Although sure of what he’d dreamed, Herrwn had to admit that while he had seen the colors clearly, he had been too far away to see the symbols.
“And this woman you took to be Annwr—did she say anything to you that proved who she was, or did she merely ask for help as any impostor seeking your sympathy might?”
“No, nothing to prove who she was—but she was Annwr, I felt it in my heart!”
Feelings, however heartfelt, were a weak basis from which to assert any conviction, so Herrwn added, “And then there was the white stone fortress! What else could it have been than the stronghold of the Saxons who attacked us?”
“What indeed?” Ossiam raised his hands, palms together, and pressed the tips of his forefingers against his lips.
Feeling he’d scored his point, Herrwn went on, “So you see, it was Annwr I saw!”

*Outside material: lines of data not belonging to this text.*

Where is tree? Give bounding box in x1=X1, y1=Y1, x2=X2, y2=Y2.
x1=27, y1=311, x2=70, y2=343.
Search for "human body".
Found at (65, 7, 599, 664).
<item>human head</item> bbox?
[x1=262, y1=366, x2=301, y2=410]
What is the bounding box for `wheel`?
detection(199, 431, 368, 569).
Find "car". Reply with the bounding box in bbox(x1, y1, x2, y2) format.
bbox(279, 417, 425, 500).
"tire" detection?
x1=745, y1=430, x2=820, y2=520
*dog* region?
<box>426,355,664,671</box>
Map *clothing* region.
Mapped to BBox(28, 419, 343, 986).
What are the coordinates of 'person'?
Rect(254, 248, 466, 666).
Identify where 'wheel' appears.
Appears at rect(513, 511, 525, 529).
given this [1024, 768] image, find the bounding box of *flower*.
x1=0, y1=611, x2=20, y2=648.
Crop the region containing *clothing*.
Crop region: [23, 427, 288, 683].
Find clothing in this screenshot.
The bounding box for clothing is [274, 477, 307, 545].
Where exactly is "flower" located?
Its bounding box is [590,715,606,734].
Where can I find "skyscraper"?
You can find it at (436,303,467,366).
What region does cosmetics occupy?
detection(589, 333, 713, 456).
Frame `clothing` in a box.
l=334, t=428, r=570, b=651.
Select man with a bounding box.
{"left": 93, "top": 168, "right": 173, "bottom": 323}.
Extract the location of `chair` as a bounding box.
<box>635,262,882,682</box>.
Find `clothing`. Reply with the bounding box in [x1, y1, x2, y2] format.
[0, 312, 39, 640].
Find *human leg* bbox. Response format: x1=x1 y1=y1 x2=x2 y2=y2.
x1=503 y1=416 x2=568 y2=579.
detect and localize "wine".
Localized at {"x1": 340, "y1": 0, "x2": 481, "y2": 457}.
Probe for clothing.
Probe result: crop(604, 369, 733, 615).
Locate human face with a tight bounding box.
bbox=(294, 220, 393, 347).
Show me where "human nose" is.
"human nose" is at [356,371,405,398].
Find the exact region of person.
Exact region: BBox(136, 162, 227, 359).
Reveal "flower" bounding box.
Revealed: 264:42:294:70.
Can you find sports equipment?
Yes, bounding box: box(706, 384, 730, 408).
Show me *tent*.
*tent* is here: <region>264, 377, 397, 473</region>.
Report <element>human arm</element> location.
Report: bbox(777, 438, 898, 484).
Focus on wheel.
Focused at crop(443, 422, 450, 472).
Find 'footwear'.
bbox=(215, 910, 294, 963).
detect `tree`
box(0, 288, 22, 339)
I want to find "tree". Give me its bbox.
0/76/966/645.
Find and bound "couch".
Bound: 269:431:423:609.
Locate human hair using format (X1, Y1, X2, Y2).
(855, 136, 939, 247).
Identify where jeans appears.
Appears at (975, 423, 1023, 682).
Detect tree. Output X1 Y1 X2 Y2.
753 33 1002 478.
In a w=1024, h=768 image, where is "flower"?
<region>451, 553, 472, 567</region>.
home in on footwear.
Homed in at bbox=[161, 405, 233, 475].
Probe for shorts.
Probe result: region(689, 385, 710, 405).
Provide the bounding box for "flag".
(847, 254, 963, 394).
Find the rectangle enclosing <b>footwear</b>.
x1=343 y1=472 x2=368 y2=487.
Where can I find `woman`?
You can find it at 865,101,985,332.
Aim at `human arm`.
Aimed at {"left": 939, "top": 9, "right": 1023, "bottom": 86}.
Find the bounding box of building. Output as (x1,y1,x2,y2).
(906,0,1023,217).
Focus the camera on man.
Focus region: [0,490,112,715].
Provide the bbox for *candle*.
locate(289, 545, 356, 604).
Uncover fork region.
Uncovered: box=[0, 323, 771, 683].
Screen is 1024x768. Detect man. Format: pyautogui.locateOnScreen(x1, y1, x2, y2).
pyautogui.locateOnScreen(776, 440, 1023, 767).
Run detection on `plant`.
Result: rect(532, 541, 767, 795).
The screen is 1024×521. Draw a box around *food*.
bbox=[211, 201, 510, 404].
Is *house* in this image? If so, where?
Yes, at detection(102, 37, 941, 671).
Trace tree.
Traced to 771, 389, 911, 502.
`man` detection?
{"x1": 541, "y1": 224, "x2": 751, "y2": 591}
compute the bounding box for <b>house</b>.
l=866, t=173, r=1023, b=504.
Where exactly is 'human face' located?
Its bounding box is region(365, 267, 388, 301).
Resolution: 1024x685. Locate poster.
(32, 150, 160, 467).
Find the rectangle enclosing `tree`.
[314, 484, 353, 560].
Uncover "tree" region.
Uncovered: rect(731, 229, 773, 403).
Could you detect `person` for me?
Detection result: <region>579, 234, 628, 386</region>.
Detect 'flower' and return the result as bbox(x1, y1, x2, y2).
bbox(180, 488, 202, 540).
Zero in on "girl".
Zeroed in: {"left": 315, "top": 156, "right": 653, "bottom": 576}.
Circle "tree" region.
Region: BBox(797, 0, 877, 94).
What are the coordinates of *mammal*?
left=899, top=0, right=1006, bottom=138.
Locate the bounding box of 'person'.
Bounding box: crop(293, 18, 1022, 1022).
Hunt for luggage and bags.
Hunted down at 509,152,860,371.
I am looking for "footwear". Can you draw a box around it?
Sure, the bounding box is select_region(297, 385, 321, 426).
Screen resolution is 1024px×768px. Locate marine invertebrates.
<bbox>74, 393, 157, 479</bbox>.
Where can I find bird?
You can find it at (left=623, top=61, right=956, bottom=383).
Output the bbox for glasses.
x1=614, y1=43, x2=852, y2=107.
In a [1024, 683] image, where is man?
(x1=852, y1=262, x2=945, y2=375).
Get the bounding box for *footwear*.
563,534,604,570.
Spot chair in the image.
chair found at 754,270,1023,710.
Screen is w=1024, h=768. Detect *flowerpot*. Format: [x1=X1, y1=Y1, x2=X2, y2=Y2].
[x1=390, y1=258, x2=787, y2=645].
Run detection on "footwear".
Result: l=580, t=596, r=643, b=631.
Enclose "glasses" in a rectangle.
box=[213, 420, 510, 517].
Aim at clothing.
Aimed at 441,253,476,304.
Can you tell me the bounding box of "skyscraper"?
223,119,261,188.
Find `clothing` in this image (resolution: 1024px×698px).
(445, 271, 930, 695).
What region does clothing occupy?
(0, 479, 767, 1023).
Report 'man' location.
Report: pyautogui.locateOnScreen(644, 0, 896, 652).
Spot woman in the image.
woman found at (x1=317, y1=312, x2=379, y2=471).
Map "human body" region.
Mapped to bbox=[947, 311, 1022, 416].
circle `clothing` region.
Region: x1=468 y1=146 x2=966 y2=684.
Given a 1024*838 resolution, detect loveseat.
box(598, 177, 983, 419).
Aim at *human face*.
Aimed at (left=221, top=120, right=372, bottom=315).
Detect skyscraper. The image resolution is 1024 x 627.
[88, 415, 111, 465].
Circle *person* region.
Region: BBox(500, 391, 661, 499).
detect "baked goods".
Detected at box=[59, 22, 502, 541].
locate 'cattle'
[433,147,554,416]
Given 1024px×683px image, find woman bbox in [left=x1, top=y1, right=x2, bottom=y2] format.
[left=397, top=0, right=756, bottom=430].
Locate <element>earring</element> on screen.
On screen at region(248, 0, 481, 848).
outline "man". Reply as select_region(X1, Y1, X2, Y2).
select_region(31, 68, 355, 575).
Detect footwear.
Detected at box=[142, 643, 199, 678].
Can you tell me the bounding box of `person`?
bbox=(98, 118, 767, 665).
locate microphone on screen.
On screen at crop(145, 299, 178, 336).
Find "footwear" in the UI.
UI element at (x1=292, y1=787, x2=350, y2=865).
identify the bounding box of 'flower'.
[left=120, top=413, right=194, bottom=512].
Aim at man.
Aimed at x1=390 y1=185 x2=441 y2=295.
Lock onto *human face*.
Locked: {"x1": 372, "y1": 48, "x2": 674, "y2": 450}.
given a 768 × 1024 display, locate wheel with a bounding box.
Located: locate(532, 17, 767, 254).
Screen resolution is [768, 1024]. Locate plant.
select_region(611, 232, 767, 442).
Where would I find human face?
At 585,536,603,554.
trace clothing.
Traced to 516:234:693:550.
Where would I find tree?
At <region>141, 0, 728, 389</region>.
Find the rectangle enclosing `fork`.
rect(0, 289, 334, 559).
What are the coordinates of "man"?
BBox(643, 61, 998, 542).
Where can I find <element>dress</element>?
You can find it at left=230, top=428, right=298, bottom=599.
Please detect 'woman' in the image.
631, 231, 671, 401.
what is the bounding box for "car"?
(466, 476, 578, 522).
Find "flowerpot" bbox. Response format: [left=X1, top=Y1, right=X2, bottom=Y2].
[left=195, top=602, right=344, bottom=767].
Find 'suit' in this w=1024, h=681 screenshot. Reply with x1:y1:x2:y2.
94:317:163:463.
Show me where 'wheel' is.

“No! What I see is the purpose behind this false vision you have been sent!” Stroking his chin, Ossiam continued in a pensive tone, “The white stone fortress is undeniably the stronghold of the Saxon king whose name we revile and whose descendants we have cursed, but as for the rest, it is a deceit sent by demon forces to draw you into a trap or else”—and here his voice dropped so low he might only have been speaking to himself—“to turn our beloved Caelym’s journey to find his most precious little boys into a suicide mission.”
“But what if it is true?”
“It is not! It is an evil deception!” Ossiam’s voice returned to full strength as he reached out and gripped Herrwn’s shoulders. “You must swear to me that you will speak of it to no one!”
Herrwn hesitated. Somewhere in a distant part of his mind he could hear Olyrrwd saying, “Ossie’s just jealous because you had a better dream than he did!” But that was unkind and unjust, so when Ossiam softened his tone to ask, “You trust me, don’t you? You know I would give my life for hers if this dream were true?” Herrwn found himself nodding and heard himself agree to say nothing of this to anyone.
If he had known this was to be the last private conversation they would have with one another, Herrwn might have said something more to Ossiam—how deeply he cared for him and how much he regretted the distance that had grown between them—or at least he would have embraced his cousin before leaving him.